**How to complete this task**
Let the output be exactly the lines from the one containing "The height and width of the screenshot is (772, 1373)." through the end of the records below, both included.

**Extracted material**
⟨
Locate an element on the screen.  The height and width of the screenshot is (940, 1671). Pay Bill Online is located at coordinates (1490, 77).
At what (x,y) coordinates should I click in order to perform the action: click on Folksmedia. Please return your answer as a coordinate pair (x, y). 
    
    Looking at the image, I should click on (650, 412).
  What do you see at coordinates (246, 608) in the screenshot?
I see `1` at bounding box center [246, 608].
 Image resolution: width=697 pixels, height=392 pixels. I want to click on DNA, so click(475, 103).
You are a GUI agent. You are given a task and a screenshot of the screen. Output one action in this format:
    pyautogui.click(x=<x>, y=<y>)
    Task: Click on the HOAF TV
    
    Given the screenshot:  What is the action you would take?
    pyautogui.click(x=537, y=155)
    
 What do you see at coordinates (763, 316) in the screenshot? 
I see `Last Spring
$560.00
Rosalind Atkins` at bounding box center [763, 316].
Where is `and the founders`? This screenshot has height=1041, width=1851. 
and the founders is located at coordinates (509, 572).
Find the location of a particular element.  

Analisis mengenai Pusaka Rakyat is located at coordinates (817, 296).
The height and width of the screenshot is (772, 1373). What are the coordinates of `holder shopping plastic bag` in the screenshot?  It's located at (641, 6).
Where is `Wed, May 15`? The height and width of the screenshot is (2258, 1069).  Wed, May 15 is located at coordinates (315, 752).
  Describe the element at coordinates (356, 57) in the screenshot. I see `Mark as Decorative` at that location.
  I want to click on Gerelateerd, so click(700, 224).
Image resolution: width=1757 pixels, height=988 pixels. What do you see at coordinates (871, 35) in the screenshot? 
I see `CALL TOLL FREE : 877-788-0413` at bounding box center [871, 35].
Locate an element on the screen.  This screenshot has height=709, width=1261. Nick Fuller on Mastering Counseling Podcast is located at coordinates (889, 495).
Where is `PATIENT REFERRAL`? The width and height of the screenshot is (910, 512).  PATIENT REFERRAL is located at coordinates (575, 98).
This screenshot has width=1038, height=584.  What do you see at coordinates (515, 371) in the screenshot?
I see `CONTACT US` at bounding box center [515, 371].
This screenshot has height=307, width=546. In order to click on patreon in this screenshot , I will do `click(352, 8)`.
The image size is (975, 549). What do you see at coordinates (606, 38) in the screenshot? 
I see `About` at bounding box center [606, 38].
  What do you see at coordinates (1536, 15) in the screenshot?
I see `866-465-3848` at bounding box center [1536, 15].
⟩
**Solution**
The height and width of the screenshot is (772, 1373). What are the coordinates of `holder shopping plastic bag` in the screenshot?  It's located at (641, 6).
Where is `Wed, May 15`? The height and width of the screenshot is (2258, 1069).  Wed, May 15 is located at coordinates (315, 752).
  Describe the element at coordinates (356, 57) in the screenshot. I see `Mark as Decorative` at that location.
  I want to click on Gerelateerd, so click(700, 224).
Image resolution: width=1757 pixels, height=988 pixels. What do you see at coordinates (871, 35) in the screenshot? 
I see `CALL TOLL FREE : 877-788-0413` at bounding box center [871, 35].
Locate an element on the screen.  This screenshot has height=709, width=1261. Nick Fuller on Mastering Counseling Podcast is located at coordinates (889, 495).
Where is `PATIENT REFERRAL`? The width and height of the screenshot is (910, 512).  PATIENT REFERRAL is located at coordinates (575, 98).
This screenshot has width=1038, height=584.  What do you see at coordinates (515, 371) in the screenshot?
I see `CONTACT US` at bounding box center [515, 371].
This screenshot has height=307, width=546. In order to click on patreon in this screenshot , I will do `click(352, 8)`.
The image size is (975, 549). What do you see at coordinates (606, 38) in the screenshot? 
I see `About` at bounding box center [606, 38].
  What do you see at coordinates (1536, 15) in the screenshot?
I see `866-465-3848` at bounding box center [1536, 15].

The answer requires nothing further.